Proportion of Underwater Homes Drops to 10 Percent
Before moving on to the positive headline, it pays to reflect on its significance. Consider a September 2014 article from Paul Ausick that was run online at the site 24/7 Wall Street. By the close of 2014’s second fiscal quarter, 5.3 million of the nation’s mortgaged properties showed negative equity. There are around 49.5 million mortgaged properties in the U.S. and negative equity occurs when the borrower owes more on the property than it is worth.
Although 5.3 million certainly sounds like a dangerous number of underwater mortgages, it is a great improvement from the 12.7 percent that was recorded in the first quarter of 2014. As the situation improves, economists and housing market analysts are looking to 2015 as a year for an active period for U.S. home sales. Also, breaking the surface after an underwater mortgage scenario will give millions of American homeowners the chance to get ahead through home sales, purchases, and refinancing strategies.
Now the latest report from CoreLogic, reveals that in the y-o-y analysis, borrower equity increased over the course of 2014 by $800 billion. The number of residential homes with a negative equity mortgage fell to just around 10 percent. Compared to figures on this category from 2013 when that percentage was just over 13 percent, makes this significantly good news!
The deputy chief economist for CoreLogic, Sam Khater reflected on the positive development this way, “Forecasted house price appreciation of about five percent over the next year suggests that negative equity should be at about 8 percent a year from now, still above average, but approaching the pre-crisis level.” Khater also acknowledged that the negative equity share is dominated by several states, namely, Florida, Georgia, Michigan and Nevada.
Among the 44.6 million residential homes experiencing positive equity, around 19 percent or 9.4 million, show less than 20 percent equity. That is also known as the state of being “under-equitied.” Furthermore, 1.3 million of that group has less than 5 percent equity, which is referred to as “near-negative” equity. This is viewed as a concern because such borrowers are at risk should home prices fall or if they are faced with financial challenges such as job loss or emergency medical bills.
That point is why market watchers and economists monitor home prices so carefully! As Khater noted, “In contrast, if home prices rose by as little as 5 percent, an additional 1 million homeowners now in negative equity would regain equity.” That, folks is how the nation’s real estate market drives and impacts the U.S. economy.
CoreLogic’s CEO and president, Anand Nalthambi made the observation that, “Better fundamentals supporting homeownership in the face of higher rents should attract more first-time home buyers to the market this year and next.”
Nallathambi also explained that as the problems associated with underwater mortgage cases dissipate, the housing market as a whole should have no problem moving strongly forward.
In addition to the states mentioned above, there are five states that account for 33.1 percent of the nation’s negative equity cases. The breakdown is: Nevada (25.4%), Florida (23.8%), Arizona (19%), Rhode Island (14.8%), and Illinois (14.1%).
So which states are on top when it comes to home equity? According to CoreLogic it’s Texas (97.4%), Alaska (97.1%), Montana (97.1%), Hawaii (96.4%) and North Dakota (96.1%).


## Instructions to follow
Where an image appears in the data, omit it and reproduce the rest exactly.

## Records to process
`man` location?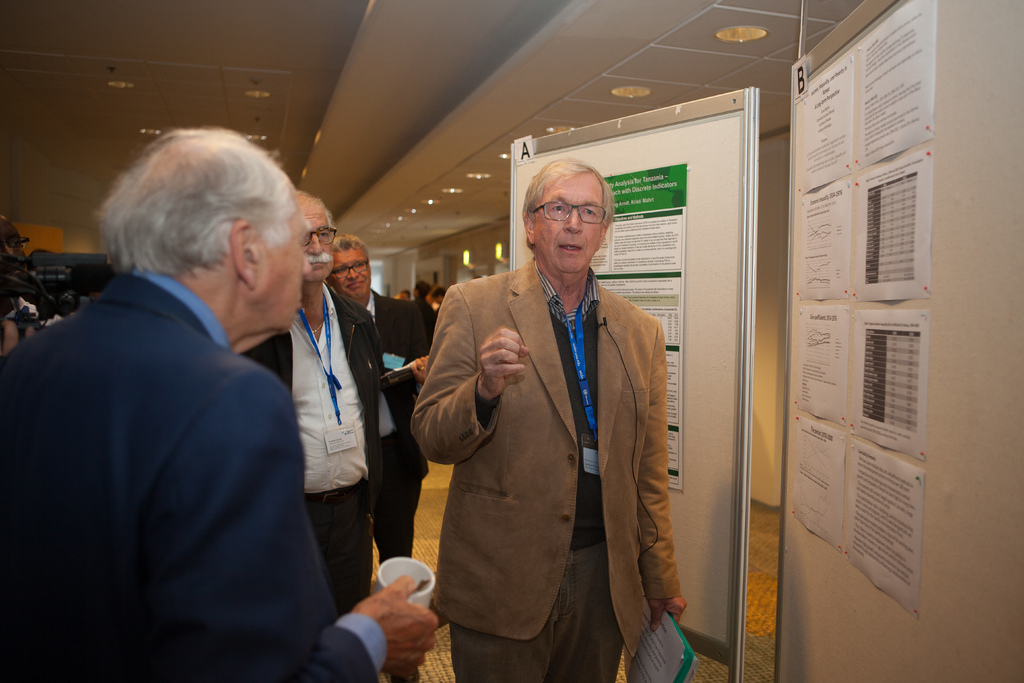
<bbox>412, 140, 702, 668</bbox>
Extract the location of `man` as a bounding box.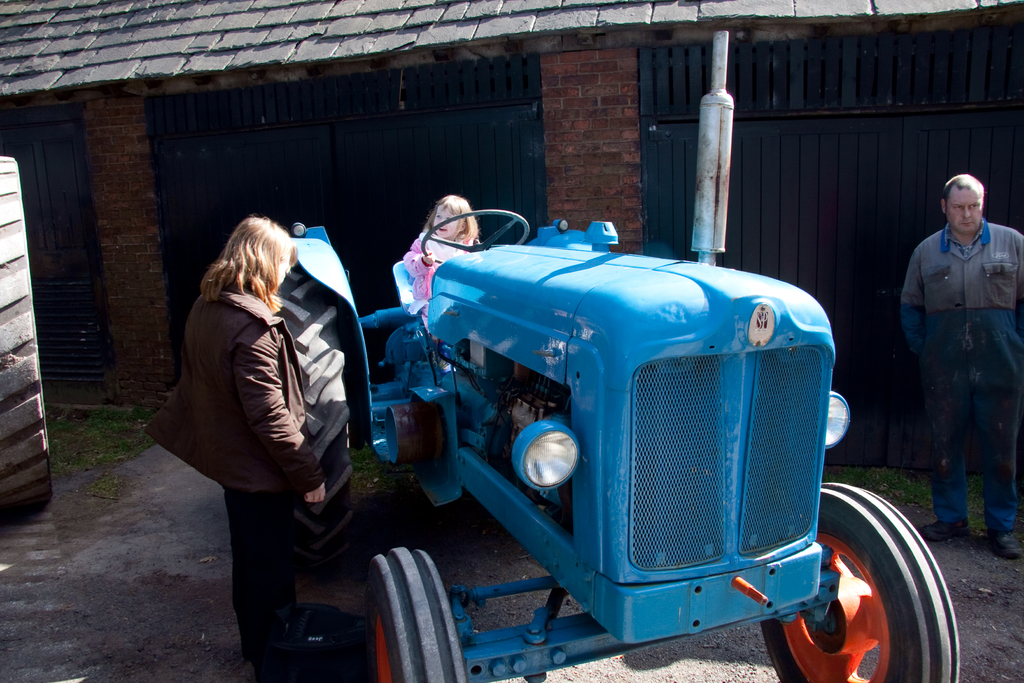
bbox=[895, 163, 1015, 546].
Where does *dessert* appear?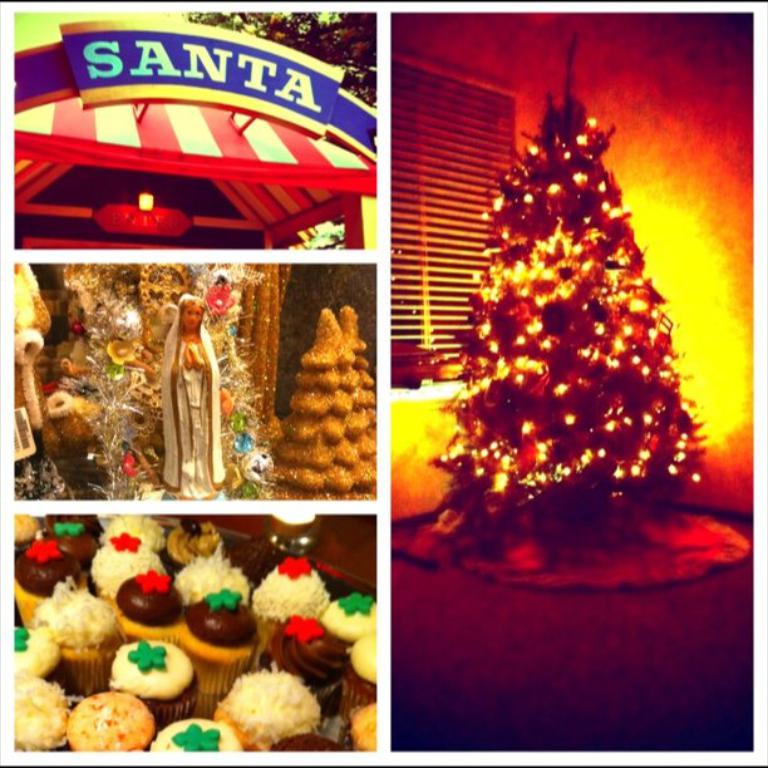
Appears at <region>353, 696, 380, 747</region>.
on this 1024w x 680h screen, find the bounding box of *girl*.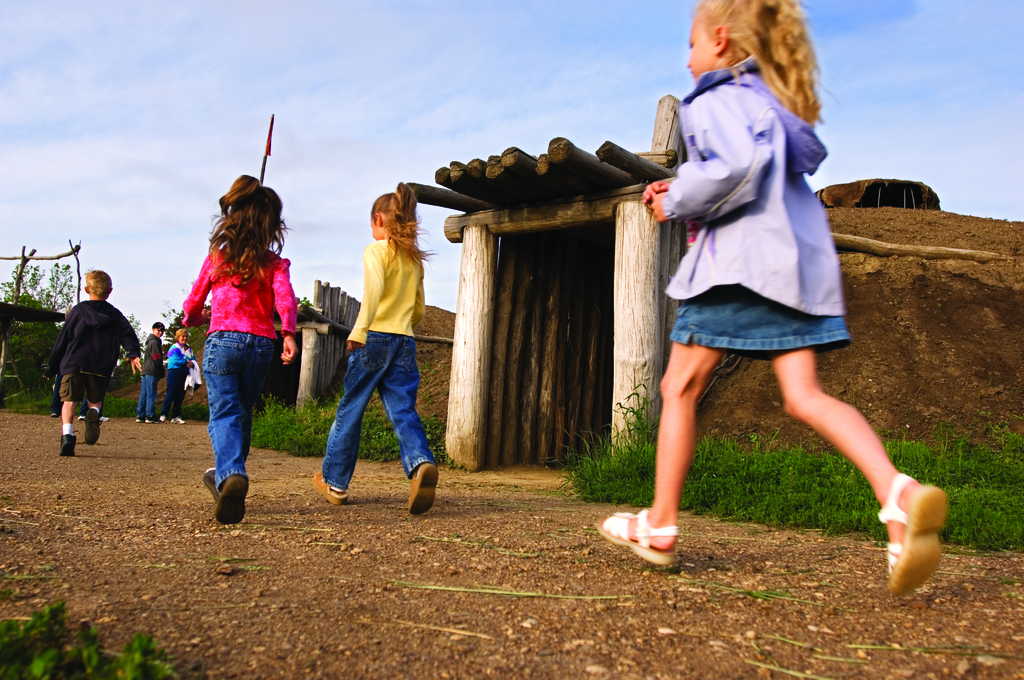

## Task answer
`man` location?
<bbox>412, 140, 702, 668</bbox>
Extract the location of `man` as a bounding box.
bbox=[895, 163, 1015, 546].
Where does *dessert* appear?
Appears at <region>353, 696, 380, 747</region>.
on this 1024w x 680h screen, find the bounding box of *girl*.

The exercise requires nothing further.